Related video: Donald Trump claims Civil War ‘could’ve been negotiated’

Special Counsel Jack Smith’s investigation into the events surrounding the January 6 Capitol riot has unveiled fresh details about Donald Trump’s unwillingness to help stop the violence — including his reaction to hearing that his vice president had been relocated for safety purposes.

ABC News reports that Trump aide Nick Luna told Mr Smith’s team about the moment the then-president was informed that Mike Pence had to be moved to a secure location, and allegedly responded: “So what?”

Meanwhile, the United States Supreme Court will decide if Donald Trump can be kept off the 2024 ballots for his actions on that day in early 2021.

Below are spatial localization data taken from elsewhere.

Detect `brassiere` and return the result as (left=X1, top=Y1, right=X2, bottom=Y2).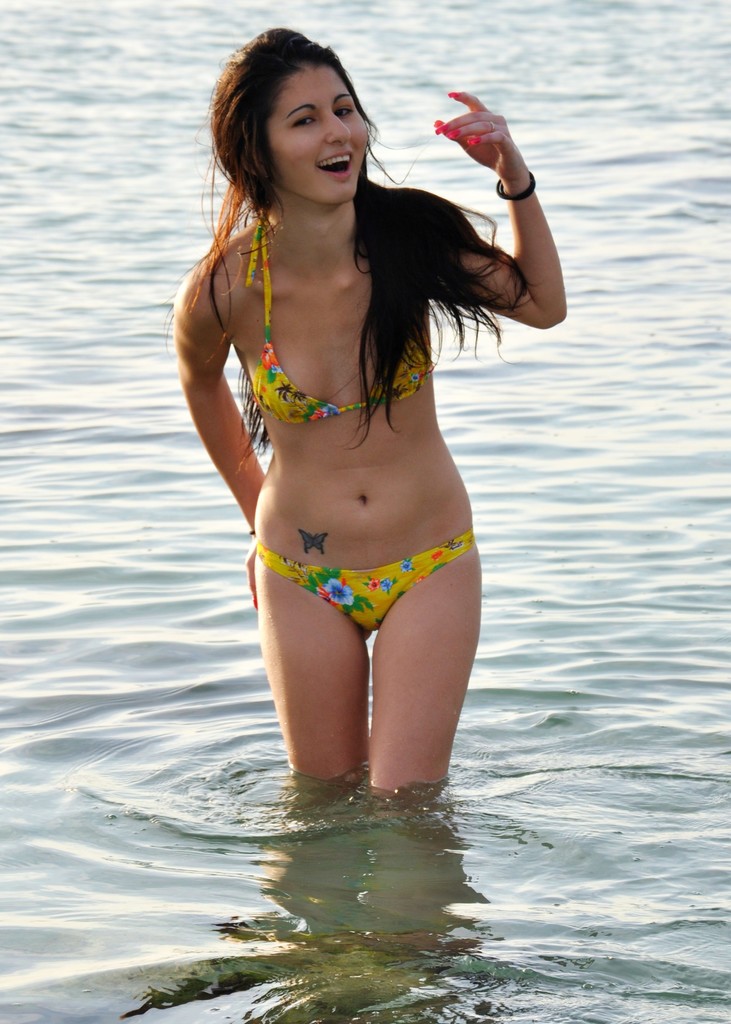
(left=231, top=224, right=418, bottom=488).
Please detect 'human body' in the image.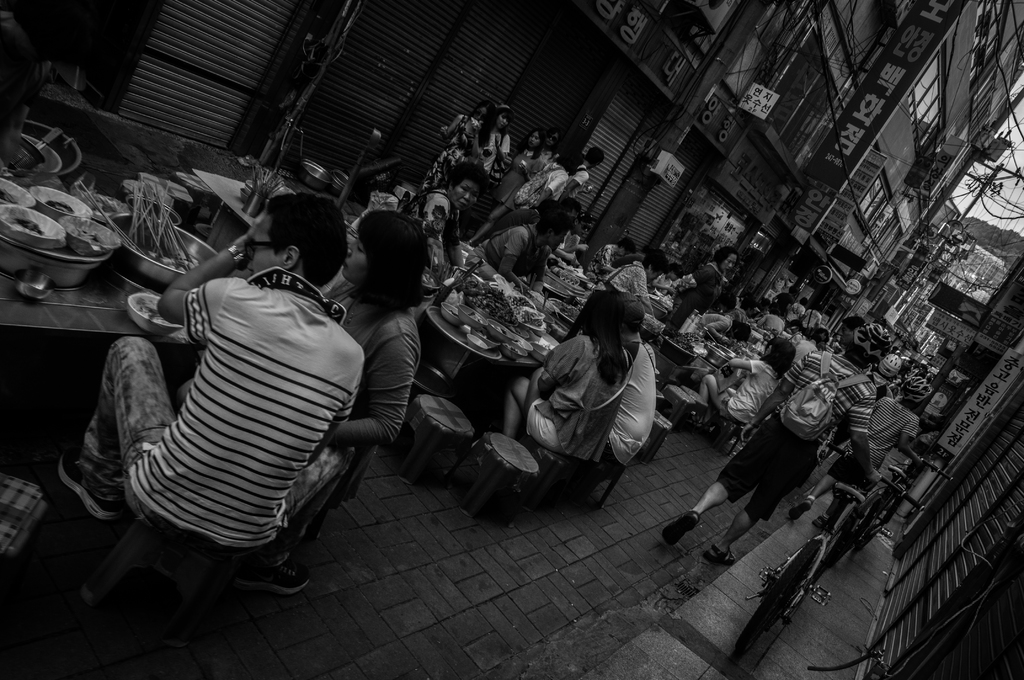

Justices will review the Colorado Supreme Court’s ruling that Mr Trump is ineligible for the ballot under Section 3 of the14th Amendment, which prohibits anyone who has sworn an oath to uphold the Constitution and “engaged in insurrection or rebellion” from holding public office.

Oral arguments will begin on 8 February 2024, per the court’s announcement.

On Friday, President Joe Biden slammed Mr Trump’s actions before, during and after the 6 January 2021 Capitol riot, telling voters in Pennsylvania: “He’s willing to sacrifice our democracy, put himself in power.”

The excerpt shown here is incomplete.